A Quote by Herbert Croly

American history contains much matter for pride and congratulation, and much matter for regret and humiliation. — © Herbert Croly
American history contains much matter for pride and congratulation, and much matter for regret and humiliation.
No matter how much you've sinned, no matter how much you've stumbled, no matter how much you fall, no matter how far you've got from God, don't give up. You can still be redeemed. As someone says, keep the faith.
You know, I think I still have a sense that no matter what you do, no matter what you achieve, no matter how much success you have, no matter how much money you have, relationships are important.
The flags of the Confederate States of America were very important and a matter of great pride to those citizens living in the Confederacy. They are also a matter of great pride for their descendants as part of their heritage and history.
No matter how much you know, no matter how much you think, no matter how much you plot and you connive and you plan, you're not superior to sex. It's a very risky game.... It's sex that disorders our normally ordered lives.
Unmanageable waste has turned into a worldwide crisis. No matter how much local authorities do, no matter the level of public cooperation, no matter how much is recycled, the problem continues to grow.
What we think is, in the adult person, very much a matter of what we allow ourselves to think, and what we feel is very much a matter of what we allow ourselves to feel. Moreover, what we think is very much a matter of what we wish and seek to think, and what we feel is very much a matter of what we wish and seek to feel. In short, the condition of our mind is very much a matter of the direction in which our will is set.
It's about enjoying your life. If you have no family, no friends to enjoy it with, it don't matter how much you have, how much success you have, how much fame you have, how much money you have, it doesn't matter.
In America, much foreign policy seems contrived to be an exercise in political theory with no attention to history whatsoever. Yet there's a great reverence for history - though it's history as thumb-sucking, security blanket-nibbling self-congratulation.
Personal humiliation was painful. Humiliation of one's family was much worse. Humiliation of one's social status was agony to bear. But humiliation of one's nation was the most excruciating of human miseries.
We still have to realize that if you are say a historian of the Civil War, you don’t know anything special about say Columbus or for that matter the 20th century. You are a consumer of that information, especially if it’s stuff like Columbus and the American Indians. That information isn’t even in history, much of it. Much of it is in anthropology or archeology.
To me it seems that to give happiness is a far nobler goal that to attain it: and that what we exist for is much more a matter of relations to others than a matter of individual progress: much more a matter of helping others to heaven than of getting there ourselves.
Human history has become too much a matter of dogma taught by 'professionals' in ivory towers as though it's all fact. Actually, much of human history is up for grabs. The further back you go, the more that the history that's taught in the schools and universities begins to look like some kind of faerie story.
Hate no one, no matter how much they've wronged you. Live humbly, no matter how wealthy you become. Think positively, no matter how hard life is. Give much, even if you've been given little. Keep in touch with the ones who have forgotten you, and forgive who has wronged you, and do not stop praying for the best for those you love.
Nevertheless, no matter how much they killed themselves with work, no matter how much money they eked out, and no matter how many schemes they thought of, their guardian angels were asleep with fatigue while they put in coins and took them out trying to get just enough to live with.
That as much as we're afraid of New World Order coming and of Canada and America joining together, that if we don't learn the lessons from the past then it doesn't matter what you want to call it: the North American Union or the South American Union, or the European Union, or the African Union... it doesn't matter what you call it as long as the arrangement remains the same.
Whether you believe in God or not does not matter much, whether you believe in Buddha or not does not matter so much; as a Buddhist, whether you believe in reincarnation or not does not matter so much. You must lead a good life.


### [TASK DESCRIPTION]
Scan the entries below for lines holding "accountable". Give the number of such lines alone.

[Dataset listings of figures]
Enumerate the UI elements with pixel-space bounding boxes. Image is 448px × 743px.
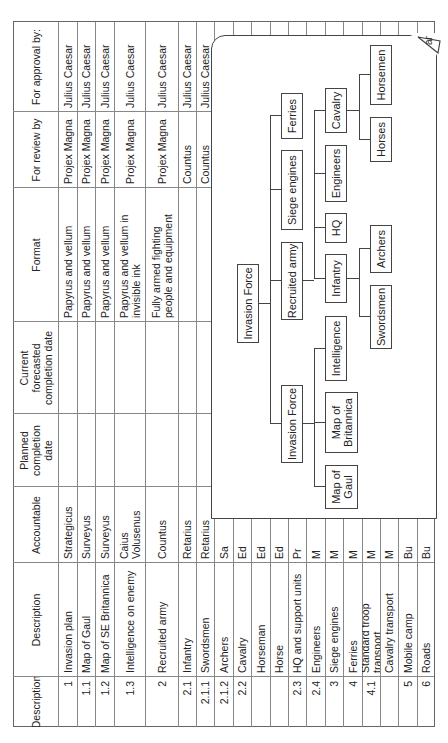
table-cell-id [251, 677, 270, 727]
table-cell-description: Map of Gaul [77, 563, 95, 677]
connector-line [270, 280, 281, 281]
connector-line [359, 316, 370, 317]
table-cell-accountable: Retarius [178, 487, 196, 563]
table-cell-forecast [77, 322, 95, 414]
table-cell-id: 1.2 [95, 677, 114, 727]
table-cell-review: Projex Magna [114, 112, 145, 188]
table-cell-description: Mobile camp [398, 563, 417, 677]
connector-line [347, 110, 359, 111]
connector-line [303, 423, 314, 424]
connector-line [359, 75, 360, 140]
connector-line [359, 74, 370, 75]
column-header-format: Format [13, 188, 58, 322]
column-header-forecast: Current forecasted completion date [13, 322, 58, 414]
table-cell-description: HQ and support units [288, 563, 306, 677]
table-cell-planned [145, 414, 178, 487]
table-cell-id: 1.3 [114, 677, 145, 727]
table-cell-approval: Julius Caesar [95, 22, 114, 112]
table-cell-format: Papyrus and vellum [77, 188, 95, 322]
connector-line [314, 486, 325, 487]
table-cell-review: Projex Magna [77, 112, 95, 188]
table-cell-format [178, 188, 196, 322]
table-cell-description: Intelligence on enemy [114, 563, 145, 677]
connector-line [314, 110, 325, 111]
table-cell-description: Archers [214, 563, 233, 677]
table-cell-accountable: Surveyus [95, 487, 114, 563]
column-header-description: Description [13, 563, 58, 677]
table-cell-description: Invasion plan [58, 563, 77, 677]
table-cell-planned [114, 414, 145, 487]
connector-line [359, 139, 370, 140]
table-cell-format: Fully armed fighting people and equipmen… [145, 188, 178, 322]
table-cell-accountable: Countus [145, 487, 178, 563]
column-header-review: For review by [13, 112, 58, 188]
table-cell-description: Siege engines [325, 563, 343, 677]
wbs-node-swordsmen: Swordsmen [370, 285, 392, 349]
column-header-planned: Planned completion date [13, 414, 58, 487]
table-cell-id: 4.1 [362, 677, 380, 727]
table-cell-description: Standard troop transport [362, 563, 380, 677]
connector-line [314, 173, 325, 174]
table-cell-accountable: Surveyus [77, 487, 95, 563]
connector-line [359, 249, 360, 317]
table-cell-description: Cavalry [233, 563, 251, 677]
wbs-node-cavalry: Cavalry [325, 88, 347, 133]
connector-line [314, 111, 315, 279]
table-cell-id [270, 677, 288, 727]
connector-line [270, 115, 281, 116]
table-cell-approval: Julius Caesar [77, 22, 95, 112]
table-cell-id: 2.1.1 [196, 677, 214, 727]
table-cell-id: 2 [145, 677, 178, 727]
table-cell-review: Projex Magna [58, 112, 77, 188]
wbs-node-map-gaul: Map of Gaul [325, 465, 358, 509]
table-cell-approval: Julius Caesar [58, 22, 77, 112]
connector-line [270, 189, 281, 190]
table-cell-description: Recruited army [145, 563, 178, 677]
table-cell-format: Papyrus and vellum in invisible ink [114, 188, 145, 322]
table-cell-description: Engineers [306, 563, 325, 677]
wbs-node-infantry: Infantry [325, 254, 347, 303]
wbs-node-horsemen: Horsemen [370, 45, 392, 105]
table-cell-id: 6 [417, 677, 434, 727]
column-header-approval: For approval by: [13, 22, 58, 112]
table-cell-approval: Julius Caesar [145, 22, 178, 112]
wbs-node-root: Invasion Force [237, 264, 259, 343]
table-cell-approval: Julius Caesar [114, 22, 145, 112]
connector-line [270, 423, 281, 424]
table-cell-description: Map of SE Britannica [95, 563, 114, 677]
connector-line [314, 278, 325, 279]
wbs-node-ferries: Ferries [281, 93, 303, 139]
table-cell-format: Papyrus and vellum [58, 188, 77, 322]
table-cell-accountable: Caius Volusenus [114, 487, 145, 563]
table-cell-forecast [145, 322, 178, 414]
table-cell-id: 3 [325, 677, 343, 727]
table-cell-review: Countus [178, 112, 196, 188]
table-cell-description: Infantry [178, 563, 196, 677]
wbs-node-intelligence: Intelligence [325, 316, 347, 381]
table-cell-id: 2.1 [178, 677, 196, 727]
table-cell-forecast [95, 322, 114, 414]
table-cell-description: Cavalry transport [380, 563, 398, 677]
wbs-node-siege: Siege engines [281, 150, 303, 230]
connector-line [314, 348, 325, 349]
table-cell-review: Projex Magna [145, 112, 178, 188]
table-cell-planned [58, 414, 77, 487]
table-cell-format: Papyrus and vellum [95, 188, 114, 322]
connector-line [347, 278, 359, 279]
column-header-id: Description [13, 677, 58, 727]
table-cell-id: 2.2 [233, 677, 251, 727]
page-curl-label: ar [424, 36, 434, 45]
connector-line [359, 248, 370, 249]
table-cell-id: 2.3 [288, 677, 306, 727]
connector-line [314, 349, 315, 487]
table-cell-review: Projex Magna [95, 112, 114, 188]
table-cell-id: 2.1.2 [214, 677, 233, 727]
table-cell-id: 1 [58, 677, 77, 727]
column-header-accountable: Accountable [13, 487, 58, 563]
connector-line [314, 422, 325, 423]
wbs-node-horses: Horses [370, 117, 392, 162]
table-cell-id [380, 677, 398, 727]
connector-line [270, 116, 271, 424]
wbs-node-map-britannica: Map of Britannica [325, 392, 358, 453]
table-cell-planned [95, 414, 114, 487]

* * *

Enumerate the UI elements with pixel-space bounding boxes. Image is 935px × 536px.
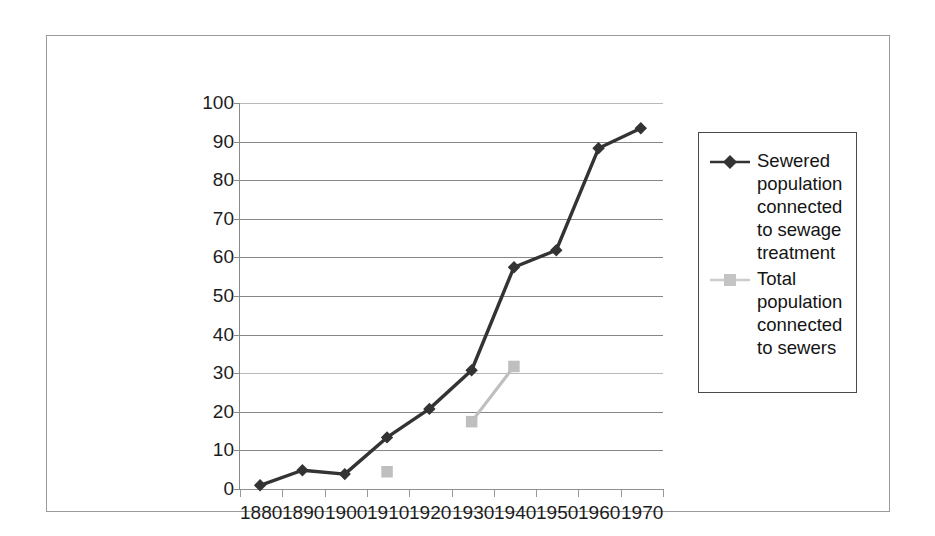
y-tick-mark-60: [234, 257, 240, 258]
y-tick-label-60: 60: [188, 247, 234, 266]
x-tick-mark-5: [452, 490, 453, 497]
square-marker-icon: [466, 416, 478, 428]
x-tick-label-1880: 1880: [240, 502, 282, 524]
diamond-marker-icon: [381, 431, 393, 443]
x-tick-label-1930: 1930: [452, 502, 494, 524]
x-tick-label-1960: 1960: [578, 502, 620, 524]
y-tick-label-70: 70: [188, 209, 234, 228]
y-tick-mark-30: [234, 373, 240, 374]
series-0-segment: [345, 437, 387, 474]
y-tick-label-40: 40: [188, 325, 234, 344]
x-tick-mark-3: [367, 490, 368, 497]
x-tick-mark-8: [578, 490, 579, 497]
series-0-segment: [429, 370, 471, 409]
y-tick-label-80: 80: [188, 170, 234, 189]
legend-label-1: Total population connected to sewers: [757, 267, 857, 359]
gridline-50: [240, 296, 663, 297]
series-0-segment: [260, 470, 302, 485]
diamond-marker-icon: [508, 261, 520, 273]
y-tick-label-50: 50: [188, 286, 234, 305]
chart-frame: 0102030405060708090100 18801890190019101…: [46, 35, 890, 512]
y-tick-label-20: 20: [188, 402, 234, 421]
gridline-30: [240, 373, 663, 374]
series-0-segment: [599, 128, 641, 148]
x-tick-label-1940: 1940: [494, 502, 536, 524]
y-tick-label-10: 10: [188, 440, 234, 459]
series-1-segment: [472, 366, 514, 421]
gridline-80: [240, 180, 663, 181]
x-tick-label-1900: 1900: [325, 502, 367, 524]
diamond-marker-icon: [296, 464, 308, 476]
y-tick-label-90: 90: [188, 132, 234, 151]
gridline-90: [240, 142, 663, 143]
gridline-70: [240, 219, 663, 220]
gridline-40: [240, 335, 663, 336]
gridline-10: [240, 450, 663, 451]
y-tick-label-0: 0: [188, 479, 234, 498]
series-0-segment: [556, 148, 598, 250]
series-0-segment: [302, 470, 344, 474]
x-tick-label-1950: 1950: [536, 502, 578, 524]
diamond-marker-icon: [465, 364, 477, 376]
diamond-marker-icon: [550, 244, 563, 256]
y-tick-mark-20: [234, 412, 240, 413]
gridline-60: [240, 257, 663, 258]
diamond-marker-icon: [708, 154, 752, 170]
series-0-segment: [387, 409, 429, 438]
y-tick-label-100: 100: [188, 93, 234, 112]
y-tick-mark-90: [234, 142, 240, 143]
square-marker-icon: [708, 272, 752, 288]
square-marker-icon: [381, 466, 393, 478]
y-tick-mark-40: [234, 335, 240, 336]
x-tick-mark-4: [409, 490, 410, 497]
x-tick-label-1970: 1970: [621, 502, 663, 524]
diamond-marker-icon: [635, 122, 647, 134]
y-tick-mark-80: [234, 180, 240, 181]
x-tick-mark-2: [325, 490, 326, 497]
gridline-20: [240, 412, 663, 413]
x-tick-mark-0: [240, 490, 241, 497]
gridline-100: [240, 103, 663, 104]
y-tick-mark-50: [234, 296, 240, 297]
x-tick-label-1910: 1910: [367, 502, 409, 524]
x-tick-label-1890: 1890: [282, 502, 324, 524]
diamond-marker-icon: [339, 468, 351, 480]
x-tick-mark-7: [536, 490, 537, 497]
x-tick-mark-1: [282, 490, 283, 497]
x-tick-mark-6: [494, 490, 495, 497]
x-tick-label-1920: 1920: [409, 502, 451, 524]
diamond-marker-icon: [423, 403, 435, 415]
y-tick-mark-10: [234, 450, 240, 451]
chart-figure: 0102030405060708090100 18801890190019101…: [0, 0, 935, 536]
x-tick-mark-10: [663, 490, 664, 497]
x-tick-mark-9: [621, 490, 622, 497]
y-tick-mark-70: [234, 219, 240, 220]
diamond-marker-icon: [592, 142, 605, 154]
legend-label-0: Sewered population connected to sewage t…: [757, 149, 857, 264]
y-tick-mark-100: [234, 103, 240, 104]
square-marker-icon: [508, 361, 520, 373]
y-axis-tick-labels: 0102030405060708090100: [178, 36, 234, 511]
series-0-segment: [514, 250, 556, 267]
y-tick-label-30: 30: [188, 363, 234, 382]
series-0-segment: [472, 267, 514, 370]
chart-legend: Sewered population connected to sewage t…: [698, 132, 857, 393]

...

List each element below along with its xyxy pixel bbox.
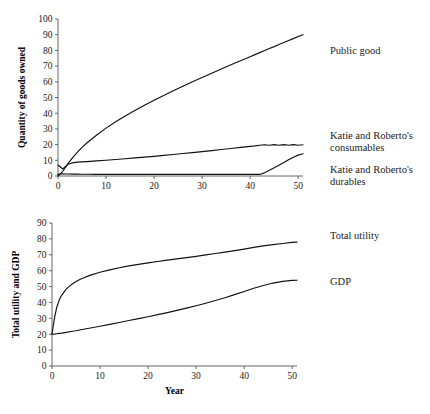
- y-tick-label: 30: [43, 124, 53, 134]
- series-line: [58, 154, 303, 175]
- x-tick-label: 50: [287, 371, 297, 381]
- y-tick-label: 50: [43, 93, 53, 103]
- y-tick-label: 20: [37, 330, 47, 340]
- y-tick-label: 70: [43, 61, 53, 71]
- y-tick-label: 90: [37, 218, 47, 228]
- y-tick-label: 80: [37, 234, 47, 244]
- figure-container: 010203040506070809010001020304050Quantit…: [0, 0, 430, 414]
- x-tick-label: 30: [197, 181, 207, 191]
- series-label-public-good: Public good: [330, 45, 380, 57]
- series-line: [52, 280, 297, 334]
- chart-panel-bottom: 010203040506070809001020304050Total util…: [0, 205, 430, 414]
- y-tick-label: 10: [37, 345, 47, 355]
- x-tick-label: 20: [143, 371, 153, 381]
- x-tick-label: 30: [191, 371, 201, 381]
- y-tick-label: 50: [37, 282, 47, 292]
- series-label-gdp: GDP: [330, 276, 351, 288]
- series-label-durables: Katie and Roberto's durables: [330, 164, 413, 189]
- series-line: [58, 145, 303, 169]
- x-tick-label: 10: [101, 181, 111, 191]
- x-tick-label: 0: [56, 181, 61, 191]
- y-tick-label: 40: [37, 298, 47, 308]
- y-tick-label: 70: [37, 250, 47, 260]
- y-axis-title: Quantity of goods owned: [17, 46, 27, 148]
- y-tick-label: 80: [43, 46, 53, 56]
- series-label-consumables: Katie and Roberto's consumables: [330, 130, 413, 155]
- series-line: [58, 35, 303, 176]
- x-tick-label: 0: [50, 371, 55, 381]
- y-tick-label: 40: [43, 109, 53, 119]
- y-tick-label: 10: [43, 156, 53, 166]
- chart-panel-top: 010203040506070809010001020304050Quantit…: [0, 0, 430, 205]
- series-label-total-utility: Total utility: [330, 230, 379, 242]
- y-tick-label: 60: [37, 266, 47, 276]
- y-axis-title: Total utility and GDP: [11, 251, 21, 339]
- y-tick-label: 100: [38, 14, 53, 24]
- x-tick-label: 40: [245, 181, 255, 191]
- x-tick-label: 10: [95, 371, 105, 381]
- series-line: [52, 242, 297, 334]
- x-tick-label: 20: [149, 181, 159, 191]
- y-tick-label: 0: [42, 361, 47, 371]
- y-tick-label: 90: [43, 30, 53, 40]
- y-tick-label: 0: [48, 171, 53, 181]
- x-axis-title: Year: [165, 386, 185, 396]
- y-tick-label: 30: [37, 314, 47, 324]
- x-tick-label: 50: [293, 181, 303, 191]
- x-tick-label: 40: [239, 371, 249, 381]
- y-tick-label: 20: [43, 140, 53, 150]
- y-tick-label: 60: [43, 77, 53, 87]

### [PROBLEM SOLUTION]
6